Recently I was talking with someone who asked if I’d ever
struggled with depression. I chuckled ironically
and replied, “Eeyore is my patron saint.”
Gloomy, broody, shades-of-grey melancholia has been my gift/curse for as
long as I can remember. For my sixth
birthday, my father bought me a stuffed Eeyore because it reminded him so much
of me. I treasured that little donkey
for years because he understood me.
Though I lost his pinned-on tail more often than I repinned it. And, eventually, to my continued regret, I lost the animal himself.
When my friend asked if I’d ever been diagnosed with
clinical depression and I said, “no, but only because I never went into a
clinic for a diagnosis.” Growing up
fundy Christian, we had a horror of both depression and psychology. “Just give it to God,” I heard, “depression
is only the prideful ego holding onto willful selfishness.” And the only cure preached was a deeper
commitment to “submitting to God’s Will” because the Bible says that True
Christians will always have joy, which was interpreted to mean being “cheerful
and joyous at all times.”
I faked it as best I could, but still found myself in
pastoral counseling with my father as the pastoral counselor (who thought that
was a good idea?) and when he gave up in frustration, I was sent with my
despair to the senior pastor. His answer
to my 12-year-old inquiry, “how can I ‘love my neighbor as myself’ if I don’t
love myself?” was to turn Jesus’s lesson on its head with an explanation of how
hating myself was actually a good thing and loving others more than I loved myself was really what the Bible meant to say.
About the same time, my school started a series of
suicide-prevention public service announcements and I began to wonder why
Christians didn’t just engage in mass suicide and be done with it. If physical life was just something to be
endured until the “race was won” and we achieved our “eternal reward,” then why
go through the rigmarole of petty humanity at all? I determined then never to marry or have
children and thereby tie myself to mortal life since spiritual eternity was all
that mattered.
Existential angst has been the descant my soul sings against
the dueling melodies of fundamentalism and secular materialism. Both church and culture insist that
melancholia and pessimism are wrong, real downers, and avoidable character flaws
if only we Grumpy Gus’s tried harder to be happy (or, more recently, would take
our pills to change our obviously
pathological brain chemistry). When I
first heard of existential philosophy, a rush of gratitude flowed through me—I
wasn’t flawed, deficient or sinful! Many
brilliant mental giants asked these same questions I labored with. My euphoria was short-lived when I recognized
that both religion and psychology still saw them as something to be fixed,
saved, analyzed.
Years later, when I went on to college and studied
psychology despite the tut-tutting of my family and church, I came across a
little statistic that made me chuckle: depressed people have a more accurate
perception of reality than non-depressed people. So, I realized, happy people were just lying
to themselves in order to feel good.
That made so much sense! If my
experience of the world were normal, I couldn’t understand how anyone kept
getting up in the morning. I began to
understand that what I’d thought for so long really was true—they were all faking it, but the primary
people they were lying to were themselves!
I felt vindicated but no more able to jump out of bed
and be a good little cog in the economic wheel than ever. I continued faking it, only with the
self-knowledge that I was faking it.
Living with heredity bipolarism, I've often nearly wet myself laughing myself silly at many Christian notions of mental illness is or isn't. According to many, the devil is responsible, so my illness is caused by weakness. They don't throw in the towel for their MS, or migraines, or infertility issues. Just mental problems. They seem to believe God is too stupid to comprehend inner workings of the mind the same way he comprehends the body, in that he gives us doctors and ways of dealing with problems to cope with said issues. It also seems most likely to me that a woman will suffer from some sort of depression if she is raised to believe her purpose in life is to be in the home bearing children, and then she discovers she cannot produce life. Or, maybe she picked the wrong yo ho, and desperately needs a way out, but because of legalistic tradition, she stays in misery. Is God really that limited?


WHAT THE EXERCISE ASKS: Scan the entries below and give the number of lines containing "Other", with no accompanying words.

BEGIN GIVEN RECORDS

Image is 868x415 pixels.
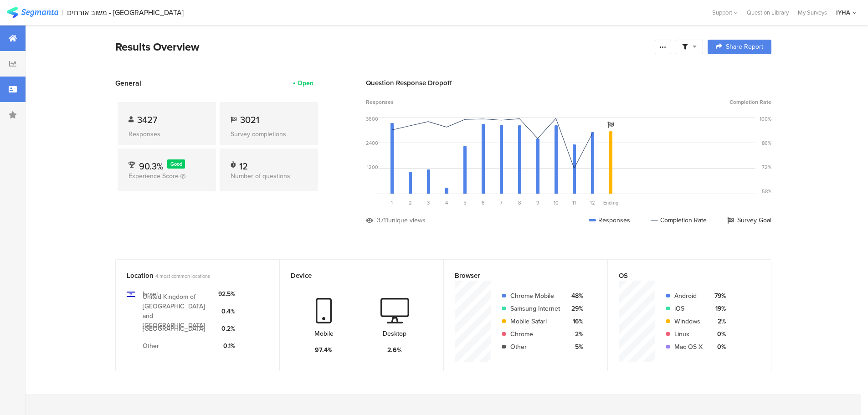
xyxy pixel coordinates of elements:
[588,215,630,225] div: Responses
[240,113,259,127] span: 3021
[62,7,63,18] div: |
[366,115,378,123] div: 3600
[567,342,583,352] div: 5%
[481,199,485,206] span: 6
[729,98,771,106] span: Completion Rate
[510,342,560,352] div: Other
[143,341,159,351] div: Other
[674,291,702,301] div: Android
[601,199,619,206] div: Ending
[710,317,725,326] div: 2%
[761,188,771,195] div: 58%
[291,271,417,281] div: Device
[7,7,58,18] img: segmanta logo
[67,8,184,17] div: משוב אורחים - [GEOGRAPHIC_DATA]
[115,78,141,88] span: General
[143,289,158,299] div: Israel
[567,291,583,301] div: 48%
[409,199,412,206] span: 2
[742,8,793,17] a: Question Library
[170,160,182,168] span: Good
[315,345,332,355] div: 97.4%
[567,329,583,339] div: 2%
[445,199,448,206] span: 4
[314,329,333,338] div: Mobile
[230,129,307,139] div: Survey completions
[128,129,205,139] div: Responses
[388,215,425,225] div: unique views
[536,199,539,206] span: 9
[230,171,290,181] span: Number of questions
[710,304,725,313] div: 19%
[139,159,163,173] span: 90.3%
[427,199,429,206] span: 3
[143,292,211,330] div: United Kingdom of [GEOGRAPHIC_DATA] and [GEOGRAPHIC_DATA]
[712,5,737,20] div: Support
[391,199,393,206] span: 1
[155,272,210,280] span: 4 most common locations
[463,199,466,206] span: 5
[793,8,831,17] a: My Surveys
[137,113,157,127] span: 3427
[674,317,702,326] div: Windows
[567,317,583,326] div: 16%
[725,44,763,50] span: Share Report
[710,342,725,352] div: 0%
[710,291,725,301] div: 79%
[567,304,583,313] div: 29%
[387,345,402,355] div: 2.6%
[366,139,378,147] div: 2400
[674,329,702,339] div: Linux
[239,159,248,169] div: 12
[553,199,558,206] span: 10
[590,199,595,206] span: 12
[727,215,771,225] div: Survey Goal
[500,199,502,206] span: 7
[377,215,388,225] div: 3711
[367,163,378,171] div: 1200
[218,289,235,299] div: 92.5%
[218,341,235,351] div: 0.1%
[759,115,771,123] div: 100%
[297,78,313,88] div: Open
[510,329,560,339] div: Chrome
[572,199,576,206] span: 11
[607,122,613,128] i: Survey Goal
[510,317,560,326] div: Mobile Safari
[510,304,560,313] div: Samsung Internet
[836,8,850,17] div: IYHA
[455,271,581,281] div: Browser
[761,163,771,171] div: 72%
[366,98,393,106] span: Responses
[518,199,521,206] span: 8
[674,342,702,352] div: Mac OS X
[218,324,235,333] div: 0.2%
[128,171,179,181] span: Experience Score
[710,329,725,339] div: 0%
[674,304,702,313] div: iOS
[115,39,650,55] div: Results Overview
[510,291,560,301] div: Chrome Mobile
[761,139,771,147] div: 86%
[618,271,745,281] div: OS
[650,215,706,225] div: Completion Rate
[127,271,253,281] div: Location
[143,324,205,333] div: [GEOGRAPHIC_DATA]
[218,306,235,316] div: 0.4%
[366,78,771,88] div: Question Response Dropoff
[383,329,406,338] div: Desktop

END GIVEN RECORDS

ANSWER FOR THIS EXERCISE: 2